Reading Muhlenberg CTC operates 1 public schools serving 15 students, placing it among the smaller districts in Pennsylvania. The school portfolio breaks down into 1 high schools, giving families a clear picture of grade-band coverage before they move, rent, or enrol. Aggregated across those campuses, enrollment totals 20 pupils using the NCES Common Core of Data (CCD) 2022-23 release, and the district is geographically located in Berks County County.
Per-pupil expenditure runs $596,056 according to the NCES F-33 School District Finance Survey, which aggregates every revenue and spending line reported under federal accounting standards. The funding mix is 61.0% local, 31.9% state, and 7.1% federal — a breakdown that matters because districts leaning heavily on local revenue are more exposed to property-tax swings, while higher federal shares typically track Title I concentration.

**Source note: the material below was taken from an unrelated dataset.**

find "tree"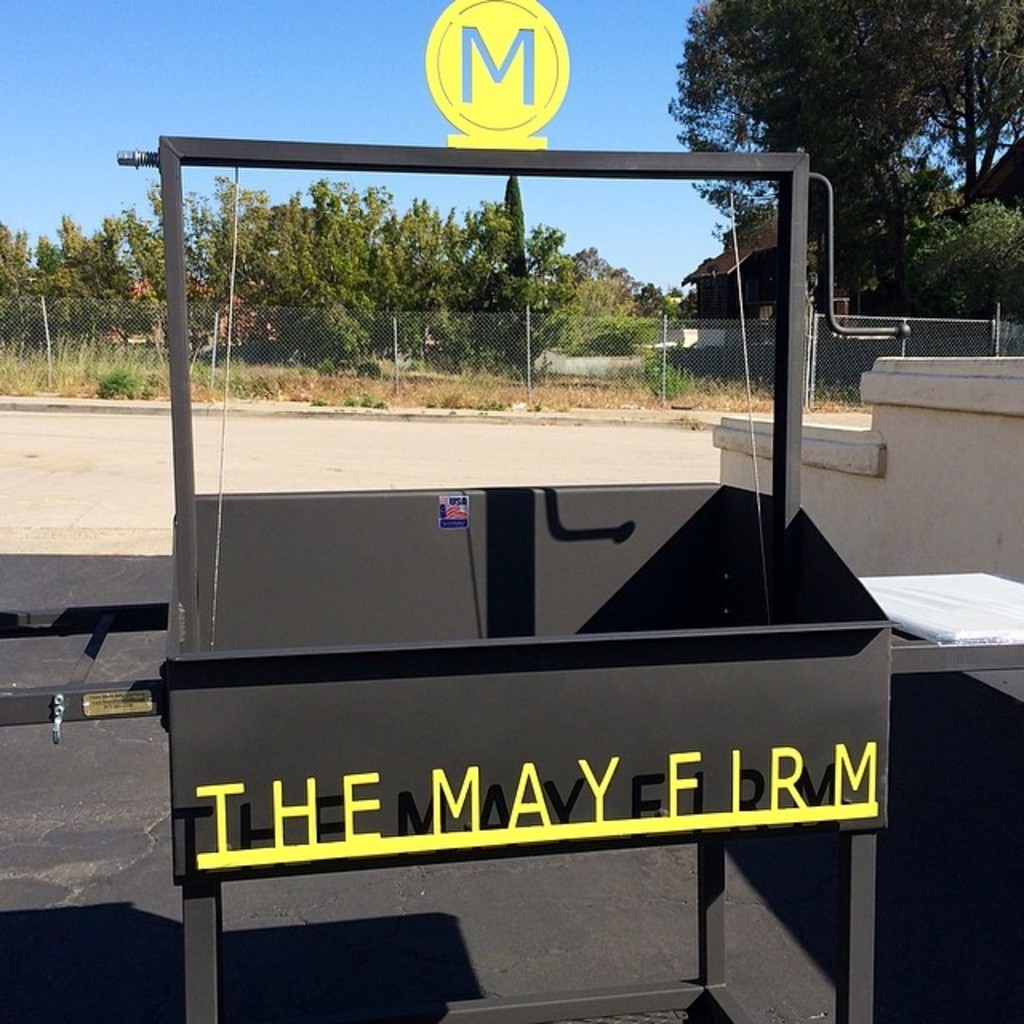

and 100.0% chronic absenteeism from the 2021-22 Civil Rights Data Collection. Demographically, the student body averages 60.0% White, 30.0% Hispanic or Latino, 5.0% Asian across the district's schools.

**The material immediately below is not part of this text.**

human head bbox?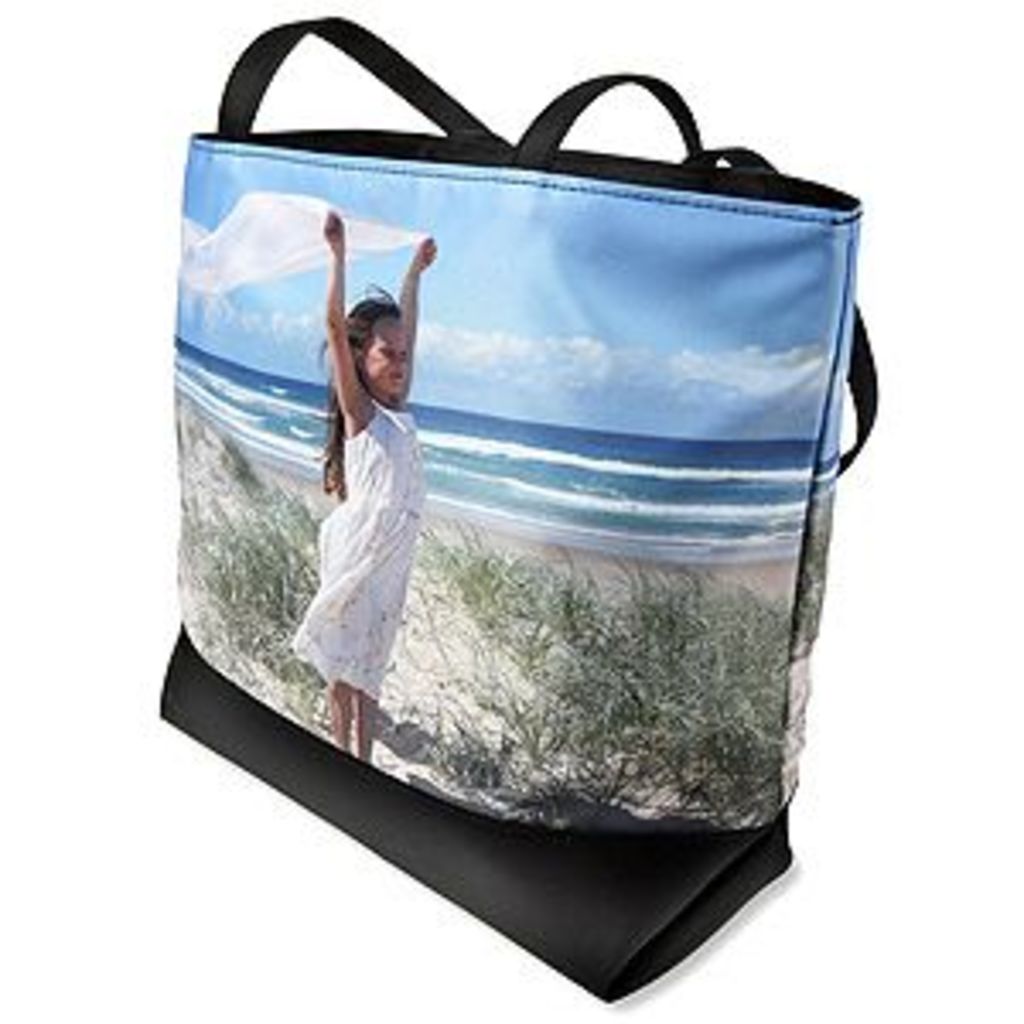
BBox(348, 290, 413, 396)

Reading Muhlenberg Ctc accounts for 100.0% of all Reading Muhlenberg CTC student enrollment
That concentration — well above the 8.4% national median for largest-entity share — means Reading Muhlenberg CTC-wide averages can mask substantial variation outside the dominant entity. Grade band: high. A single dominant campus often anchors a district's program offerings and staffing patterns; the share helps explain why district-wide averages may not reflect the typical neighbourhood-school experience. When one entity dominates a region's footprint, its programmatic and budget decisions effectively set policy for a majority of the affected population.
Reading Muhlenberg CTC has higher-than-average Title I eligibility — 73.3% of the population qualifies for free or reduced-price lunch
free or reduced-price lunch eligibility is the federal threshold for Title I funding allocations, established under the Every Student Succeeds Act (ESSA, 2015). Areas above 75% eligibility receive concentration grants on top of the basic Title I formula. Regions with eligibility this high typically draw a substantially larger federal funding share relative to their local tax base, which can either offset or reinforce existing gaps depending on allocation policy.

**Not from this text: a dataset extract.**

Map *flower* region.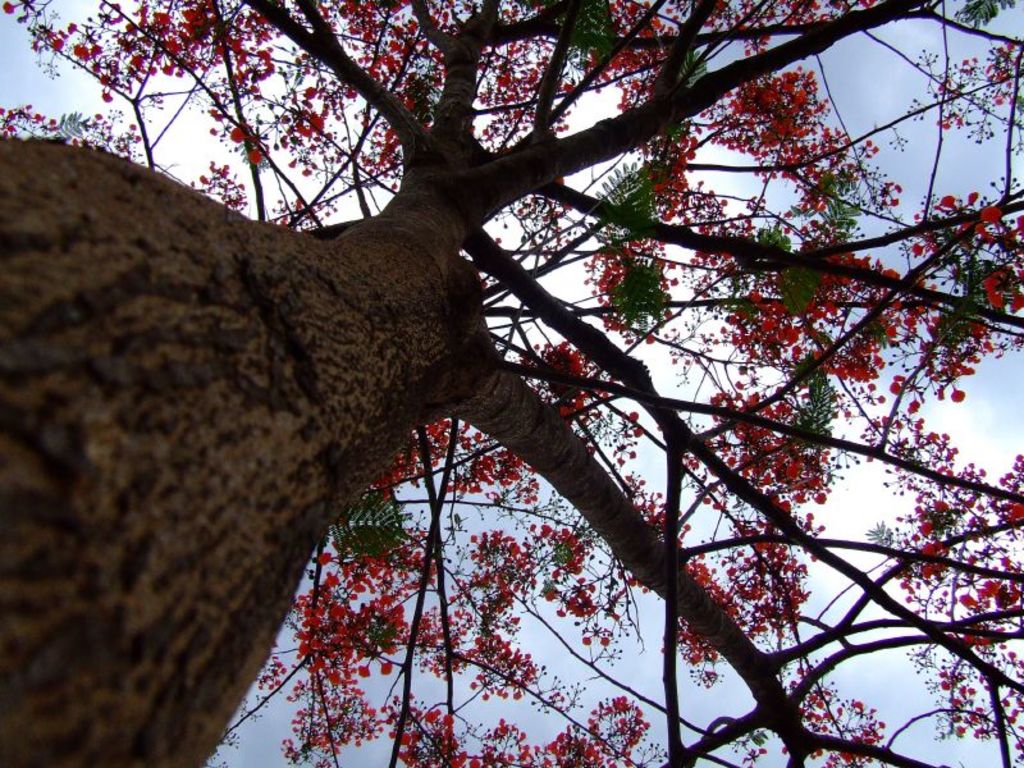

Reading Muhlenberg CTC chronic absenteeism rate is 100.0% — high (typically associated with higher-than-average disruption; recent CRDC data showed elevated rates persisting after pandemic-era schooling changes)
chronic absenteeism rate is the simplest comparative metric but it does not capture the full picture: a student is chronically absent if they miss ≥10% of enrolled days for any reason — illness, family obligations, or disengagement Higher values may reflect larger urban scale or recent resource constraints that have widened the gap.